Sean, who passed away last week, had a voracious appetite for music coupled with an exquisite taste for what he called “the soul tradition in underground dance music.”

“If it can be played on a turntable, it’s in my collection,” he said in a 2009 video. Sean understood that digging was part of a DJ’s job description – and that rather than a chore or bore, this was maybe the best part.

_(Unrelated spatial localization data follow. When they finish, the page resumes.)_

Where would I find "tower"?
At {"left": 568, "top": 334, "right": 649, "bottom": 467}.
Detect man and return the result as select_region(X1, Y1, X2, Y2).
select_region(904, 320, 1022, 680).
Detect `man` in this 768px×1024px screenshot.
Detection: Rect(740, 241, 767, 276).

Yet his pursuit of quality music didn’t stop with Instagram selfies and social media boasting. Sean was a working DJ. He didn’t just wear headphones in his avatar (actually, he didn’t even do that). He came from a tradition which held that records were made (and acquired) to be played, and that knowledge was useless if it wasn’t shared. One may boast of the size or variety of a record collection, but not of its value. Its value comes from the people that listen to it. I don’t know if this was a guiding principle for Sean, but it certainly reflects his varied and brilliant DJ sets. He shared those too.

Windimoto

Back in 2007, Sean brought his project with Scorp (aka Scorpeze), Windimoto, to the attention of 5 Mag and myself personally. We wrote it up, it was a positive review – yet it’s a project that I think grows more brilliant with the passage of time, and a review couldn’t have foreseen that.

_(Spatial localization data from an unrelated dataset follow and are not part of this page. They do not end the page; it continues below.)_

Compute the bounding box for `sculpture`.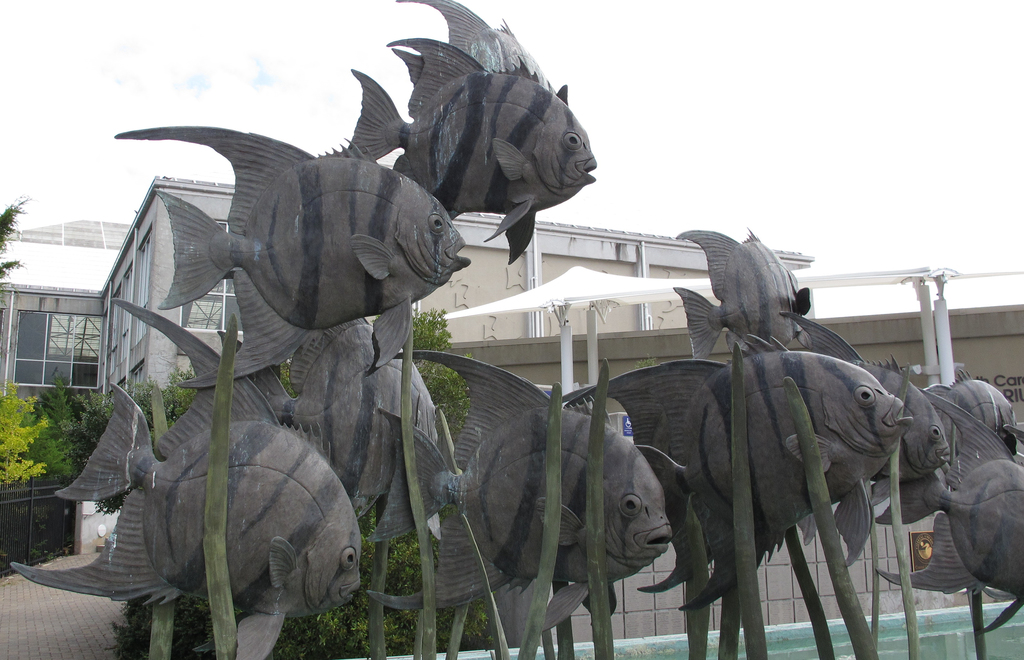
locate(870, 448, 1023, 631).
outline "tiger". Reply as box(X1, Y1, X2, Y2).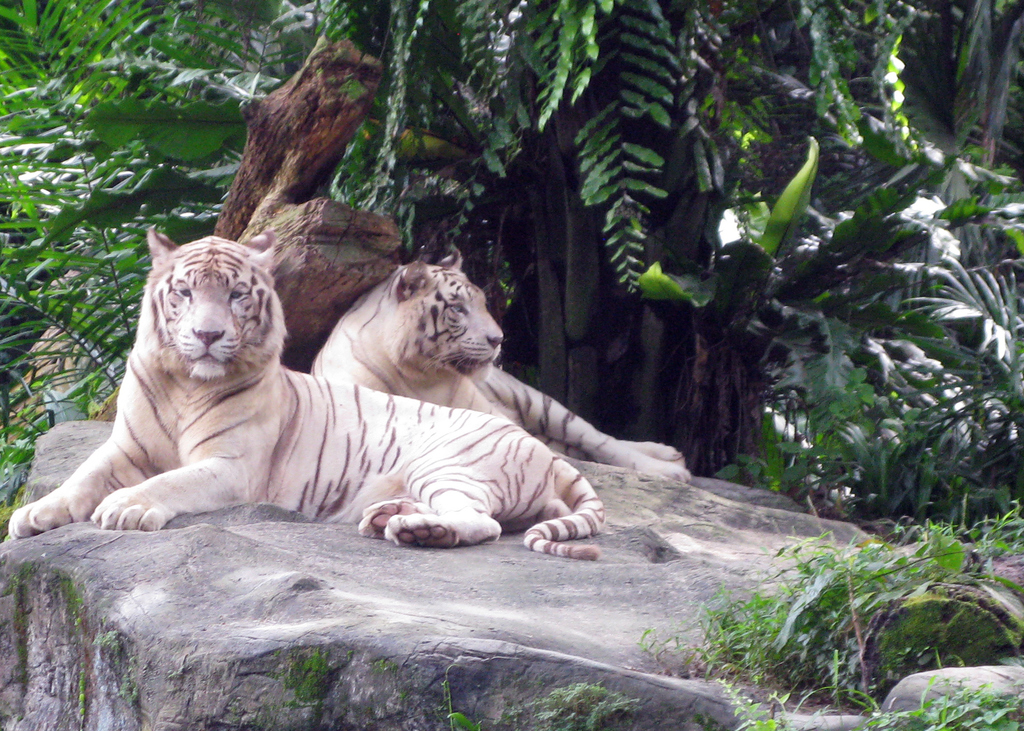
box(6, 224, 605, 562).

Ten years ago, I remember that hip hop was seen by what passed for the American dance music industry as ascendant. Seemingly everyone was trying to bring a “hip hop influence” into house and there are some truly cringeworthy relics boxed up and forgotten in Traxsource’s basement from those days.

Windimoto combined house, hip hop, R&B – there’s that “soul tradition of underground dance music” again – in a way that wasn’t cornball or cheesy. The secret was in the name – combining the soul traditions of Chicago and Detroit by two veteran and battle-hardened student-practitioners. Eight or nine years on, “chill” is everywhere – deep house vibes with hip hop beats and R&B musicality has a fanbase that reaches far beyond the threshold of any nightclub. Windimoto was one of the unacknowledged midwives for this rebirth of cool.

DJing Is a Communal Act

When writing this article, I searched through about 13 years of 5 Mag’s photo archives. We had none in which he was photographed alone, many in which he was standing in a group and a ton in which his head poked out in the back of a crowd, oblivious to the camera or anything but the music and the vibe.

Sean was always working with other people. Nearly all of his records were collaborations. Aside from Windimoto, I strongly urge readers to check out his I-94 EP with Glenn Underground that Ricardo Miranda released last year on Noble Square Recordings. Also of note: Deep Rooted, his collaboration with Sean Owens which released the Earthtones LP, and “Southside Afrikan,” a single with Cordell Johnson.

It was possibly a nod to this reputation for working with other artists that he dubbed his solo album Ronin, after the wandering, masterless samurai of Japanese culture. It’s a remarkable record, showing the beat appreciation of a man who prayed to the soul of the drum.

All You Love You Take With You

My last interaction with Sean came on Twitter. We were roasting New York Knick fans. I always reflect on my last conversation with people who have moved on from this world, sometimes with regret for all the things that conversation should have been about but weren’t. But that was how I knew Sean. I don’t regret it all.

It was on Twitter (where he was both prolific and amazingly funny) that Sean often called himself a “black nerd.” He was actually one of the coolest people I’ve met – he radiated it. Real recognizing real, he also had incredibly cool friends. The outpouring of love for him after his death in mid-July showed a wide array of people far beyond our humble local music scene whose lives he touched.

The loss of someone like Sean Haley – but specifically of Sean Haley – is immeasurable. But if you wanted to try to take a toll, you could weigh that loss in the records he’ll never make, plus the records he’ll never inspire others to make, and records he won’t pull out of his bins and inspire other people to check out for themselves.